Sunday, December 10

Are we alone? NASA to reveal tantalizing discoveries Thursday


 

 

An image provided by NASA shows Saturn’s largest moon Titan passing in front of the giant planet in an image made by NASA’s Cassini spacecraft. The natural color view of Saturn and one of it’s moons was made by Cassini’s wide-angle camera on May 6, 2012 and released by NASA on Wednesday Aug. 29, 2012.

NASA on Thursday will unveil its latest discoveries about ocean worlds in our solar system “and the broader search for life beyond Earth.”

The briefing will provide information gleaned from the Cassini spacecraft and Hubble Telescope, NASA says. The agency says the new discoveries will help “inform future ocean world exploration” — including NASA’s upcoming Europa Clipper mission planned for launch in the 2020s.

Cassini, which has been orbiting Saturn for almost 13 years, is scheduled to plunge into the gap between Saturn and its innermost ring later this month. A few months later, the nuclear-powered craft will puncture Saturn’s top clouds, disintegrate and vaporize, ending 20 years of unprecedented scientific discoveries.

The Hubble Space Telescope launched April 24, 1990, on the space shuttle Discovery and now whirls around the Earth at 17,000 miles per hour.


Task directions: Give again, exactly and only, the lines running from the one with "Find the location" to the end of the material below; leave out pictures.

"""

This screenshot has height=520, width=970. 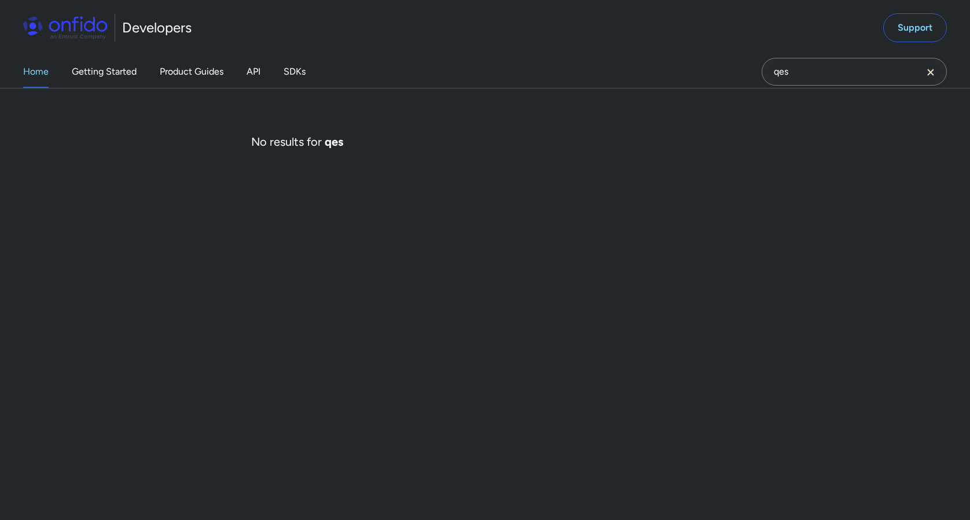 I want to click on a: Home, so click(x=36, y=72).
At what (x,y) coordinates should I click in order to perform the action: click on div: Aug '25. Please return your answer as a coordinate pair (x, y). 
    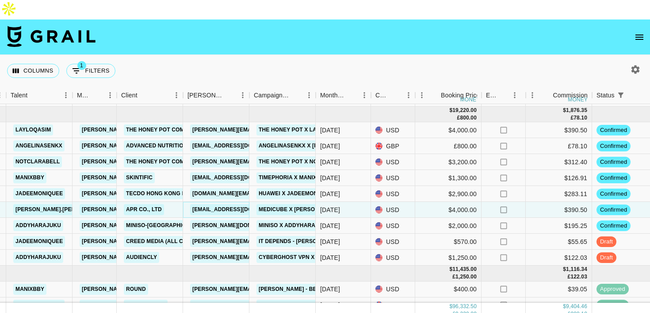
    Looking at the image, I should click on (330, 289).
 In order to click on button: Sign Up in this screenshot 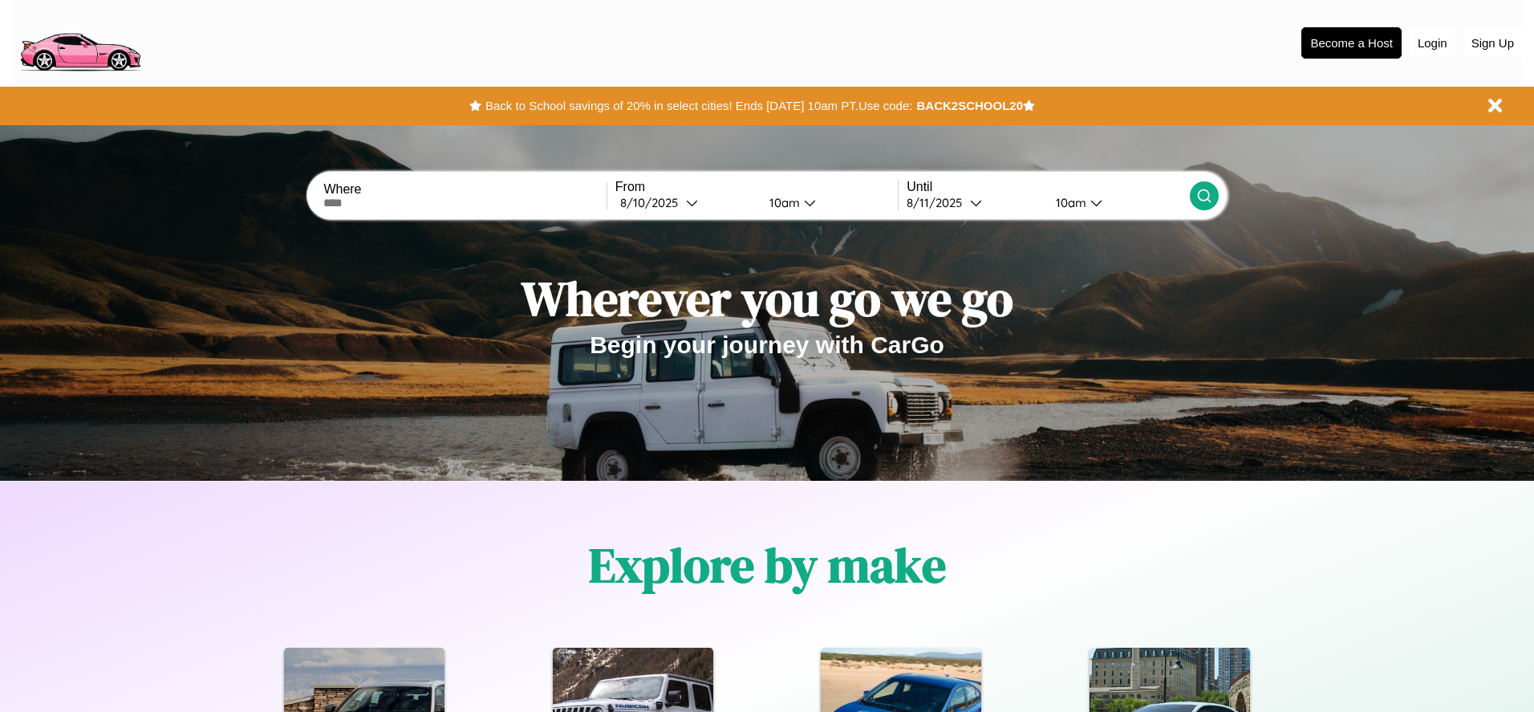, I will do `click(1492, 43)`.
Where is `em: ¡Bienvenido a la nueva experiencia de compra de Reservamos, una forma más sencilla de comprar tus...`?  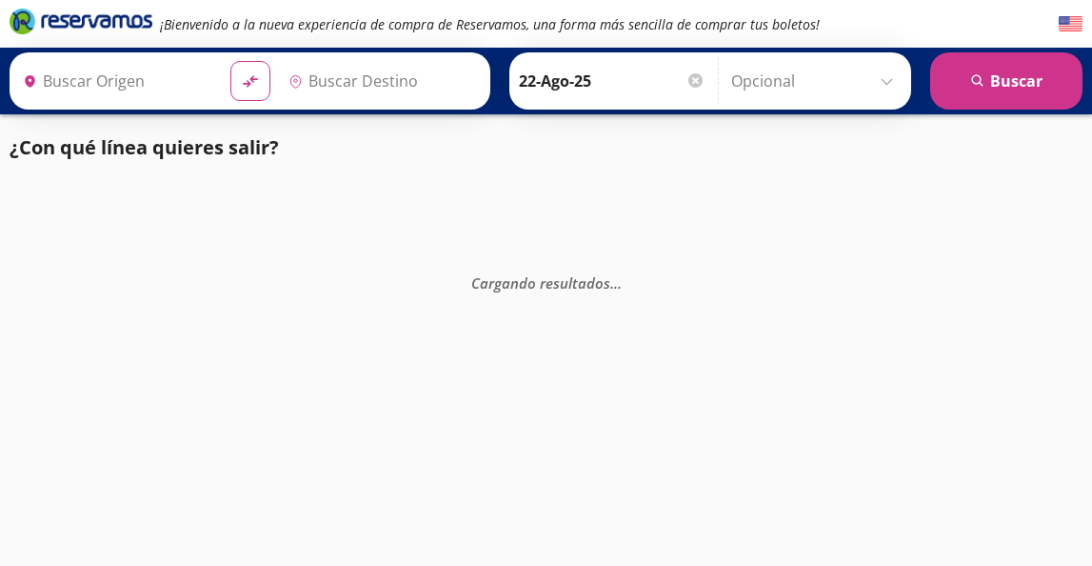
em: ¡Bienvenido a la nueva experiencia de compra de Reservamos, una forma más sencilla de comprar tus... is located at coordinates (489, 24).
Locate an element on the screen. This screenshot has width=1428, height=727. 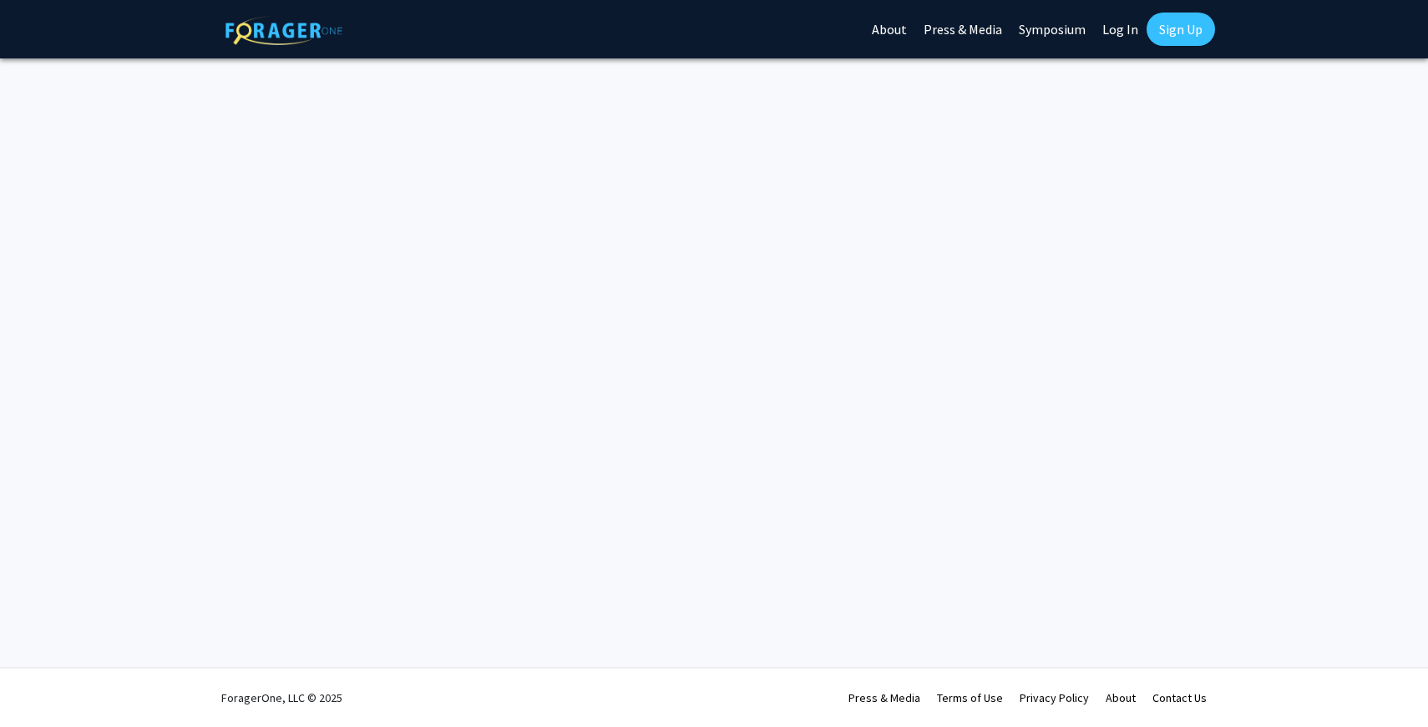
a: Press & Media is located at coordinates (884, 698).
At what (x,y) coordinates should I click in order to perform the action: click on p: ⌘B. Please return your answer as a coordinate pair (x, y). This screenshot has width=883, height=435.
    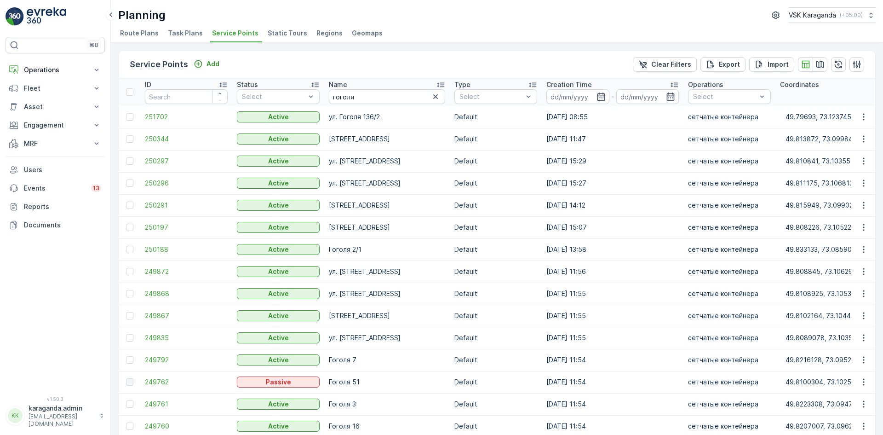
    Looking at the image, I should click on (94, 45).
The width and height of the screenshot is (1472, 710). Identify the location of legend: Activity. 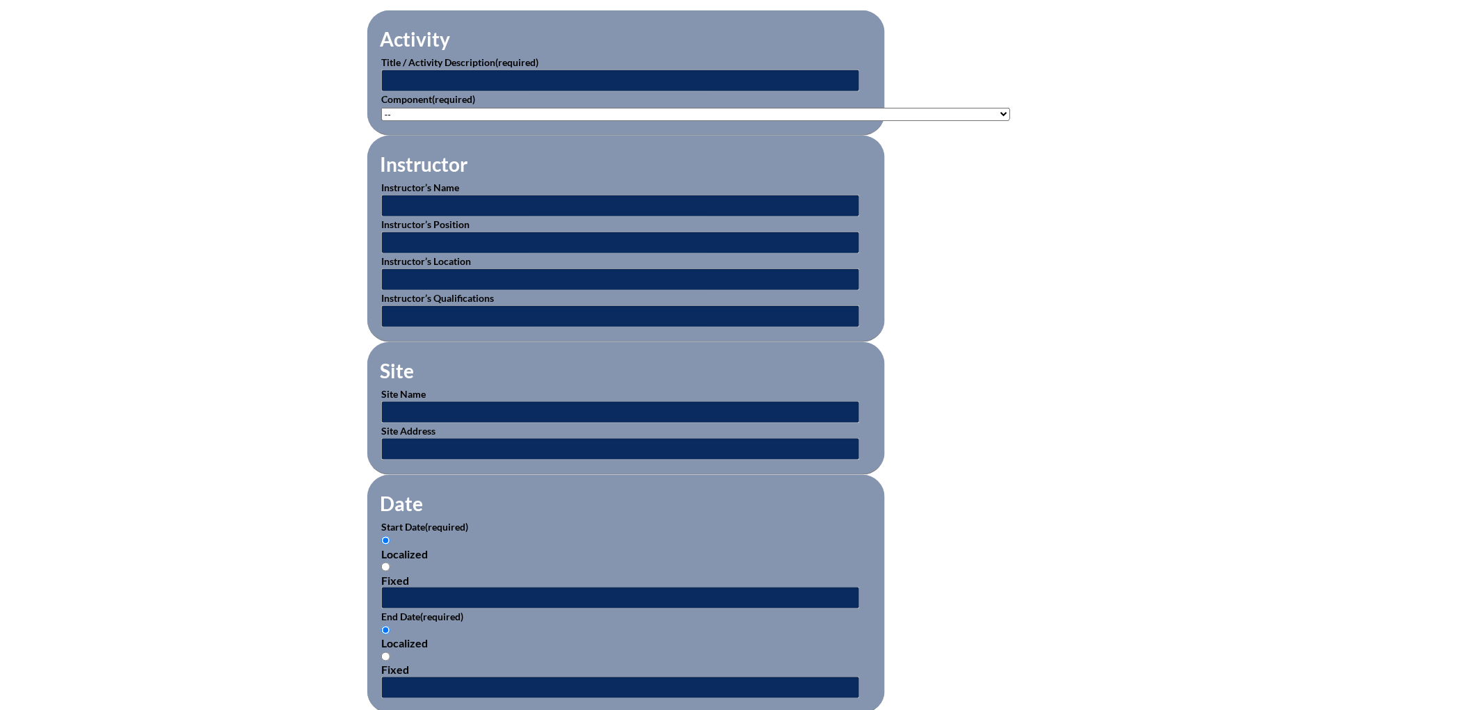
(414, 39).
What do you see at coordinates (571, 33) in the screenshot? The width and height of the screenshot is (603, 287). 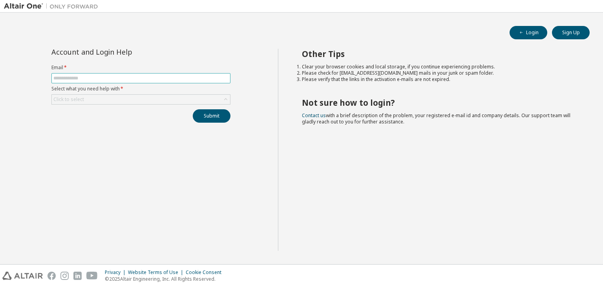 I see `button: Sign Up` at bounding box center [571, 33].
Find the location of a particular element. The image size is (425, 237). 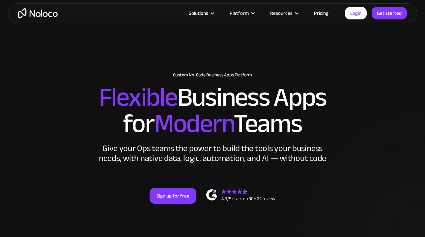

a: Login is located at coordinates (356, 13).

"""

Exercise response:
Find the location of a particular element. The image size is (425, 237). 

a: Login is located at coordinates (356, 13).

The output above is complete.